What inattentional blindness means for messaging
By using deliberate cues—visual, verbal, or emotional—marketers can prime the subconscious to construct a narrow attentional frame. Once that frame is in place, the brain concentrates its limited resources on what’s inside it—and suppresses everything outside. Including competing messages.
By shaping the brain’s preconscious framing system, you shape what enters the spotlight—and what disappears.
How to exploit inattentional blindness in your messaging
To strategically shape what the brain focuses on—and what it excludes—design your message to help the subconscious construct a tight attentional frame that concentrates energy where you want it:
- Trigger intuitive framing fast: Use cues—visuals, headlines, symbols, or emotion—to help the subconscious lock onto what the message is about before conscious thought kicks in. The earlier the frame forms, the more energy it draws—and the more competing data gets excluded.
• Anchor the frame in personal stakes: Make what’s in-frame feel urgent and self-relevant: a potential gain, threat, identity cue, or status shift. Relevance tells the brain the message is worth processing—at the cost of everything else.
• Keep the frame tight: Don’t dilute the spotlight. One sharp idea, clearly framed, ensures the brain channels its 22 watts into a single stream. That tight focus automatically filters out all out-of-frame content—without effort.
The bottom line
The gorilla wasn’t missed by accident—it was excluded by design. Brands can leverage the same principle. The brain’s energy-saving system focuses only on what it frames as important. Frame your message sharply, and you don’t just win attention—you eliminate the competition. Don’t fight for focus. Shape it.
About
Jonathan Hall is the CEO of ThinkWorks, a behavioural science consultancy that helps organisations move more minds with influence and narrative science. ThinkWorks blends the disciplines of business and brand strategy, behavioural science, and storytelling art to produce messaging tactics that persuade effectively.

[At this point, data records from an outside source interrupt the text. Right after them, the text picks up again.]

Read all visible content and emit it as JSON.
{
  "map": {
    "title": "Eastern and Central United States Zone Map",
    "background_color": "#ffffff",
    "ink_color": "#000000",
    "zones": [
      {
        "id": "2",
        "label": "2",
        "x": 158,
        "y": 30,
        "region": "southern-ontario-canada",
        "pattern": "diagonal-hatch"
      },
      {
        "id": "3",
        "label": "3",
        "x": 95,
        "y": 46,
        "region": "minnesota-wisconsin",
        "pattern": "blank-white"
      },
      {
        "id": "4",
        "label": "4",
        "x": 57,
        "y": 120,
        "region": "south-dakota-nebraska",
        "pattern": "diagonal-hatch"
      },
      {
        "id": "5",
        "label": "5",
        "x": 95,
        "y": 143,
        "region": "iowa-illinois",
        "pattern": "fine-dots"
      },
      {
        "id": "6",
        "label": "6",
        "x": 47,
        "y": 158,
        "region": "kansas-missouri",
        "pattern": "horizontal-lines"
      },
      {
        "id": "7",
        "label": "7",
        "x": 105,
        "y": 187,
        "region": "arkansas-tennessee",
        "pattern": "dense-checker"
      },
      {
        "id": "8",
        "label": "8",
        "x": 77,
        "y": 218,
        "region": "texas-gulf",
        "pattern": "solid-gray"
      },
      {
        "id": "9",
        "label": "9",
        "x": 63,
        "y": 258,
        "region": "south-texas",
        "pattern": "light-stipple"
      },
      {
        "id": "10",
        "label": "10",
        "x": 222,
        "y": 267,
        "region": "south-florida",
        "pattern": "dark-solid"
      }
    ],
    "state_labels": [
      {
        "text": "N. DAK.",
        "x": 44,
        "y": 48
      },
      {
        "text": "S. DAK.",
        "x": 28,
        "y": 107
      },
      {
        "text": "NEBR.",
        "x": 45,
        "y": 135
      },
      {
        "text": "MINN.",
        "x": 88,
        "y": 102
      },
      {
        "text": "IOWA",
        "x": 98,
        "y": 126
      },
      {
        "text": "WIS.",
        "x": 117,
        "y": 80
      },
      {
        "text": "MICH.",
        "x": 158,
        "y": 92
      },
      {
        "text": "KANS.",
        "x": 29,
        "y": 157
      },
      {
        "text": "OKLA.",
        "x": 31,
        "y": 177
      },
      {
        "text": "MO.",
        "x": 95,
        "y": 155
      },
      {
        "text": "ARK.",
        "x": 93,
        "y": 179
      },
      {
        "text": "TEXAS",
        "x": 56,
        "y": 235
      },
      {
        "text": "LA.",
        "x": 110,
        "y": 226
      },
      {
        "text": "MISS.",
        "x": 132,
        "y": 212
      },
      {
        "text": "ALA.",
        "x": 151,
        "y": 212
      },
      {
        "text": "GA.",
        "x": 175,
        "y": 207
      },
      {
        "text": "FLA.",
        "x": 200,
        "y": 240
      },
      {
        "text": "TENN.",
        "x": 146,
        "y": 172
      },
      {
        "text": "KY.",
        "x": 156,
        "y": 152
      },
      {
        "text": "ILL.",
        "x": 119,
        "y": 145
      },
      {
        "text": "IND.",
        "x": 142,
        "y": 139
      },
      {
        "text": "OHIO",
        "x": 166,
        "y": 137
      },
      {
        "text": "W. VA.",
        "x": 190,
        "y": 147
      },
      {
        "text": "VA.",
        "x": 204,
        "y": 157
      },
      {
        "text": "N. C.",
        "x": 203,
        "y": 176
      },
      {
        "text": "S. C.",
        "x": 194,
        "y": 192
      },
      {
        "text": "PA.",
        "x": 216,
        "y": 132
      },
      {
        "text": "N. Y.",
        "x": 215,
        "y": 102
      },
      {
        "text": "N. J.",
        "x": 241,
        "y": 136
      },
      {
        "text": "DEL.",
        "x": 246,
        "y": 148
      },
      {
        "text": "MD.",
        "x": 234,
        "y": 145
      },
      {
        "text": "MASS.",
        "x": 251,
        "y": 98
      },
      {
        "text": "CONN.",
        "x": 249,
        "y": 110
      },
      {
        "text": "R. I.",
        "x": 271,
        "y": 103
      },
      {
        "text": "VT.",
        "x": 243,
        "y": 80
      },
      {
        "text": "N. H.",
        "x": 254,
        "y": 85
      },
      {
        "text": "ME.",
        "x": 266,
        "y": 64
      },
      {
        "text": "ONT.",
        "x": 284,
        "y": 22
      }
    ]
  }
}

Jonathan is a graduate of Wits Business School, has trained in strategic modelling at Aix-Marseille University in France, and is certified in behavioural economics, brand, and narrative science.
He is the author of the e-books The Power of Brand Story and BrainSell. His work has earned several accolades, including the IMM Marketing Company of the Year award, a Deloitte Best Company to Work For award, and a PSA Innovator of the Year award.
To find out if ThinkWorks can help your organisation influence the minds you target, contact ThinkWorks for a no-obligation exploration.